Image source: beta.gitlance.net/top/javascript




Evaluating a software developer as a potential partner, employee or contractor, many have at some point spent time digging into his repositories on Github, trying to understand what projects he writes and what quality his code is. This activity is ineffective, moreover, it is also fraught with certain difficulties as evaluating the degree of the developer’s contribution to a particular repository, the quality of its code; you can guess whether this is really his code, and so on.


Developers, for their part, find it difficult to present their talent in an accessible and visual form. Many eventually create their own websites listing interesting projects in which they participated or are their authors themselves, which, of course, gives the result, but also with varying success.


We believe that there is a better way, and that is why we created GitLance. In essence, commits in Git, like a ledger, securely record the contributions of each participant, and on Github there is a huge variety of Git public repositories along with their developers, as well as a comparable number of their mutual evaluations in the form of asterisks on the repositories and forks coming from them. So why not use this to generate a code graph?


This is the basis of GitLance: a code graph of more than 500 million commits and asterisks from more than 9 million developers in 39 million repositories in more than 350 different programming languages. Since individual commits can appear in several repositories (in particular, in their forks) and contain more than one file (and, therefore, a programming language), the output is a rather large graph: about 15 billion edges in uncompressed form, plus minus a billion or two.


If anyone is curious, then the graph is completely loaded into memory, while it is stored on shards with a MongoDB database. Our project is written in Go, and the estimation algorithm is essentially similar to PageRank, with repositories and users as the main types of vertices, and the edges in it are determined by commits, asterisks and forks.


In the end, it all comes down to about 23 million ratings in programming languages, from which we derived the very ratings of programmers. Today, the world's top 200 best JavaScript developers are available at: beta.gitlance.net/top/javascript . If you are not on this list, you can enter your Github username in the search and see what position you are in.


GitLance exists to attract attention and give recognition to the talents and contributions of the world's best developers. We will release TOP lists for other programming languages ​​in the coming days and weeks, as well as various features, including personal profiles of developers, and over time, a freelance exchange of top-class professionals will appear. Stay in touch!


Translator's epilogue


Despite the fact that in the original article the details that were potentially interesting for the technical audience were not disclosed, in my opinion, the product itself turned out to be very curious and perhaps one of the first of its kind, so I decided to collect and translate that little information about it there is.

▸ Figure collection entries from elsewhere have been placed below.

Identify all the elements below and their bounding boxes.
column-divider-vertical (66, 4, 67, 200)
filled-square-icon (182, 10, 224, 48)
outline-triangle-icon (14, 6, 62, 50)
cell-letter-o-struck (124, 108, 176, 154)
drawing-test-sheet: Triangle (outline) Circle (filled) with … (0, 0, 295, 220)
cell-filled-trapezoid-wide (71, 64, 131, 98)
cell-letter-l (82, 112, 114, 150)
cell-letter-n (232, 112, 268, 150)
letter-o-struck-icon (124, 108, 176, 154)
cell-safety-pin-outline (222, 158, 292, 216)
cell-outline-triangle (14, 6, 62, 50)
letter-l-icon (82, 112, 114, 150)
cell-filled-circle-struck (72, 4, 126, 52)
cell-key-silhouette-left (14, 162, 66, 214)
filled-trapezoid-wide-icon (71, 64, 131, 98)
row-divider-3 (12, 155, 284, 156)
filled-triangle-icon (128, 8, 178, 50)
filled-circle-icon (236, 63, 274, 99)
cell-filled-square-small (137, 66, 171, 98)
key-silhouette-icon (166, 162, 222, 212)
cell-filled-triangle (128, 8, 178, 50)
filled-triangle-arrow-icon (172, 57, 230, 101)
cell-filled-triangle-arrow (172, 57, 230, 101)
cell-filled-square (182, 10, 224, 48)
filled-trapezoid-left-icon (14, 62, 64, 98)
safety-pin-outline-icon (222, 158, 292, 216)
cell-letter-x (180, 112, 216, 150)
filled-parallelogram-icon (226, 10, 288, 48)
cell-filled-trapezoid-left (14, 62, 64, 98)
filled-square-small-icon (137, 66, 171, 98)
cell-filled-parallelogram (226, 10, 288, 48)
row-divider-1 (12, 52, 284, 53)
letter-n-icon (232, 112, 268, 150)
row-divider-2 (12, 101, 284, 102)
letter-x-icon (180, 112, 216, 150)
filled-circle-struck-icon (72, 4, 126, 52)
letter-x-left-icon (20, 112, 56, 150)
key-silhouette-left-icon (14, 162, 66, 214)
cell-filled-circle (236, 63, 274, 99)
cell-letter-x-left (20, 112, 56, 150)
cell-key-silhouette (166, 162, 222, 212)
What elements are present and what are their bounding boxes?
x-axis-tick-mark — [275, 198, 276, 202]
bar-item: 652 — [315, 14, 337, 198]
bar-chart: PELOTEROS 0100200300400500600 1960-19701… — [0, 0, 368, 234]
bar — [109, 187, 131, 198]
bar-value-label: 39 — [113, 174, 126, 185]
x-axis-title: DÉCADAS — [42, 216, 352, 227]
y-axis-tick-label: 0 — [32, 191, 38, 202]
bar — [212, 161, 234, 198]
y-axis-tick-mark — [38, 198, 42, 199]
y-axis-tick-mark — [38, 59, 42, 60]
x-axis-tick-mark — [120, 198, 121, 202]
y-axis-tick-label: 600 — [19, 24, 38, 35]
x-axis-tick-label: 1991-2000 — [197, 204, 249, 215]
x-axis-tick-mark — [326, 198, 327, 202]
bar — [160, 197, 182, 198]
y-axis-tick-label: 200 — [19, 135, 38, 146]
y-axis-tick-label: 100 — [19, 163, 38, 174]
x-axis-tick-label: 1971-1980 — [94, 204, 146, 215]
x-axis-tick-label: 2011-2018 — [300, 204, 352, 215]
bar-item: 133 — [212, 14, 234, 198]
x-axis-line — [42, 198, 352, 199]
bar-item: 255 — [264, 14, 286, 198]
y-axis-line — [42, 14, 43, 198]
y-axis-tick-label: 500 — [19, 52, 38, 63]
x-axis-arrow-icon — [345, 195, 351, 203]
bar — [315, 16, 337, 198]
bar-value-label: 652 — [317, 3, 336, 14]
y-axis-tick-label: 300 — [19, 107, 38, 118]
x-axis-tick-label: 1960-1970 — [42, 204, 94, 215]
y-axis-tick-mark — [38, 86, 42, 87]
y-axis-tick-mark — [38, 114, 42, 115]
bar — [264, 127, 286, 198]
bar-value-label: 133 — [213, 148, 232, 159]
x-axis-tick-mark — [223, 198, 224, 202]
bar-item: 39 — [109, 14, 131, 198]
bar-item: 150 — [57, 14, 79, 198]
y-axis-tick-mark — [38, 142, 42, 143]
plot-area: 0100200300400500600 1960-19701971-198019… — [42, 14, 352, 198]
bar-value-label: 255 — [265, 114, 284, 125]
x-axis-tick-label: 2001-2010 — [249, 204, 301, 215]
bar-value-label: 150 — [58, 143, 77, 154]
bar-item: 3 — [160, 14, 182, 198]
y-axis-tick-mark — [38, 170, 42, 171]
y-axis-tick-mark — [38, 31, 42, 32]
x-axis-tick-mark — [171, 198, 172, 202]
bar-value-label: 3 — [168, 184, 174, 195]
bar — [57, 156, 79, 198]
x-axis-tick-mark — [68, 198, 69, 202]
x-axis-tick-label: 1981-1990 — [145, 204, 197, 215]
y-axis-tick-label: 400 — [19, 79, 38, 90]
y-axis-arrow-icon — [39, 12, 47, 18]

If you have heard about similar projects involved in the derivation of the criteria “programmer X is better than programmer Y” on the basis of different statistics, please share in the comments. It is also interesting, what do you think about this line of analysis? Can an automated analysis of professional skills become a self-evident in recruiting, and will there be more harm than good from this?

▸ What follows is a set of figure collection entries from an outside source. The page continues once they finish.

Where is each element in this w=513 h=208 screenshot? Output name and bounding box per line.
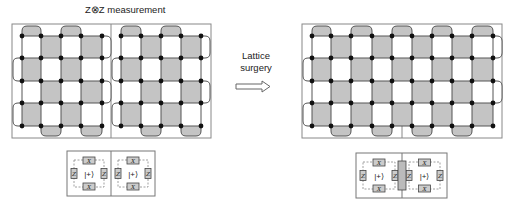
- qubit-dot: [100, 101, 105, 106]
- boundary-stabilizer: [102, 81, 111, 103]
- qubit-dot: [491, 101, 496, 106]
- qubit-dot: [310, 124, 315, 129]
- qubit-dot: [179, 79, 184, 84]
- qubit-dot: [370, 34, 375, 39]
- qubit-dot: [370, 124, 375, 129]
- boundary-stabilizer: [312, 26, 331, 36]
- qubit-dot: [20, 34, 25, 39]
- qubit-dot: [410, 56, 415, 61]
- lattice-surgery-diagram: XXZZ|+⟩XXZZ|+⟩XXZZ|+⟩XXZZ|+⟩: [0, 0, 513, 208]
- qubit-dot: [139, 101, 144, 106]
- qubit-dot: [39, 124, 44, 129]
- qubit-dot: [39, 79, 44, 84]
- qubit-dot: [470, 101, 475, 106]
- boundary-stabilizer: [81, 126, 102, 136]
- qubit-dot: [79, 79, 84, 84]
- boundary-stabilizer: [13, 103, 22, 126]
- qubit-dot: [329, 56, 334, 61]
- merged-zz-op: [398, 161, 406, 190]
- qubit-dot: [410, 124, 415, 129]
- qubit-dot: [430, 101, 435, 106]
- boundary-stabilizer: [432, 26, 452, 36]
- qubit-dot: [450, 101, 455, 106]
- qubit-dot: [39, 34, 44, 39]
- qubit-dot: [349, 124, 354, 129]
- logical-x-op-label: X: [130, 157, 136, 165]
- qubit-dot: [100, 124, 105, 129]
- stabilizer-plaquette: [432, 58, 452, 81]
- boundary-stabilizer: [112, 103, 121, 126]
- qubit-dot: [100, 56, 105, 61]
- boundary-stabilizer: [392, 26, 412, 36]
- boundary-stabilizer: [412, 126, 432, 136]
- stabilizer-plaquette: [141, 36, 161, 58]
- boundary-stabilizer: [161, 26, 181, 36]
- stabilizer-plaquette: [331, 36, 351, 58]
- qubit-dot: [470, 79, 475, 84]
- qubit-dot: [59, 101, 64, 106]
- qubit-dot: [390, 56, 395, 61]
- qubit-dot: [329, 79, 334, 84]
- qubit-dot: [119, 101, 124, 106]
- qubit-dot: [450, 34, 455, 39]
- stabilizer-plaquette: [22, 103, 41, 126]
- qubit-dot: [370, 56, 375, 61]
- ket-plus: |+⟩: [420, 172, 430, 181]
- logical-x-op-label: X: [376, 185, 382, 193]
- ket-plus: |+⟩: [128, 170, 138, 179]
- qubit-dot: [179, 101, 184, 106]
- stabilizer-plaquette: [181, 36, 201, 58]
- qubit-dot: [491, 56, 496, 61]
- qubit-dot: [450, 56, 455, 61]
- stabilizer-plaquette: [61, 103, 81, 126]
- qubit-dot: [119, 79, 124, 84]
- qubit-dot: [199, 101, 204, 106]
- qubit-dot: [79, 101, 84, 106]
- qubit-dot: [199, 34, 204, 39]
- boundary-stabilizer: [102, 36, 111, 58]
- qubit-dot: [39, 56, 44, 61]
- qubit-dot: [390, 101, 395, 106]
- qubit-dot: [139, 56, 144, 61]
- qubit-dot: [20, 101, 25, 106]
- stabilizer-plaquette: [392, 58, 412, 81]
- qubit-dot: [349, 56, 354, 61]
- qubit-dot: [430, 34, 435, 39]
- qubit-dot: [159, 79, 164, 84]
- stabilizer-plaquette: [121, 58, 141, 81]
- boundary-stabilizer: [303, 58, 312, 81]
- arrow-icon: [236, 81, 270, 92]
- boundary-stabilizer: [61, 26, 81, 36]
- qubit-dot: [159, 34, 164, 39]
- qubit-dot: [410, 79, 415, 84]
- boundary-stabilizer: [303, 103, 312, 126]
- boundary-stabilizer: [22, 26, 41, 36]
- qubit-dot: [20, 56, 25, 61]
- qubit-dot: [59, 56, 64, 61]
- qubit-dot: [310, 56, 315, 61]
- qubit-dot: [100, 79, 105, 84]
- qubit-dot: [450, 124, 455, 129]
- qubit-dot: [310, 34, 315, 39]
- qubit-dot: [329, 124, 334, 129]
- logical-z-op-label: Z: [72, 170, 76, 178]
- qubit-dot: [470, 34, 475, 39]
- qubit-dot: [159, 124, 164, 129]
- qubit-dot: [119, 34, 124, 39]
- boundary-stabilizer: [201, 36, 210, 58]
- boundary-stabilizer: [372, 126, 392, 136]
- boundary-stabilizer: [493, 81, 502, 103]
- stabilizer-plaquette: [121, 103, 141, 126]
- stabilizer-plaquette: [452, 36, 472, 58]
- qubit-dot: [119, 124, 124, 129]
- qubit-dot: [390, 79, 395, 84]
- boundary-stabilizer: [351, 26, 372, 36]
- qubit-dot: [59, 79, 64, 84]
- qubit-dot: [470, 124, 475, 129]
- qubit-dot: [159, 101, 164, 106]
- stabilizer-plaquette: [181, 81, 201, 103]
- logical-z-op-label: Z: [146, 170, 150, 178]
- stabilizer-plaquette: [61, 58, 81, 81]
- qubit-dot: [39, 101, 44, 106]
- ket-plus: |+⟩: [84, 170, 94, 179]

In any case, GitLance represents only one of the possible systems for assessing the professionalism of a developer, and so far very limited - it analyzes the popularity of your open source products among other developers. What it can be for you: another unnecessary product, a ruler for measuring dignity, is undoubtedly professional at home and with colleagues, or a tool for monitoring well-known people in narrow circles — this is up to you.


PS According to personal observations, the data there is updated about once a month, so that sometimes you can go there for fresh ratings.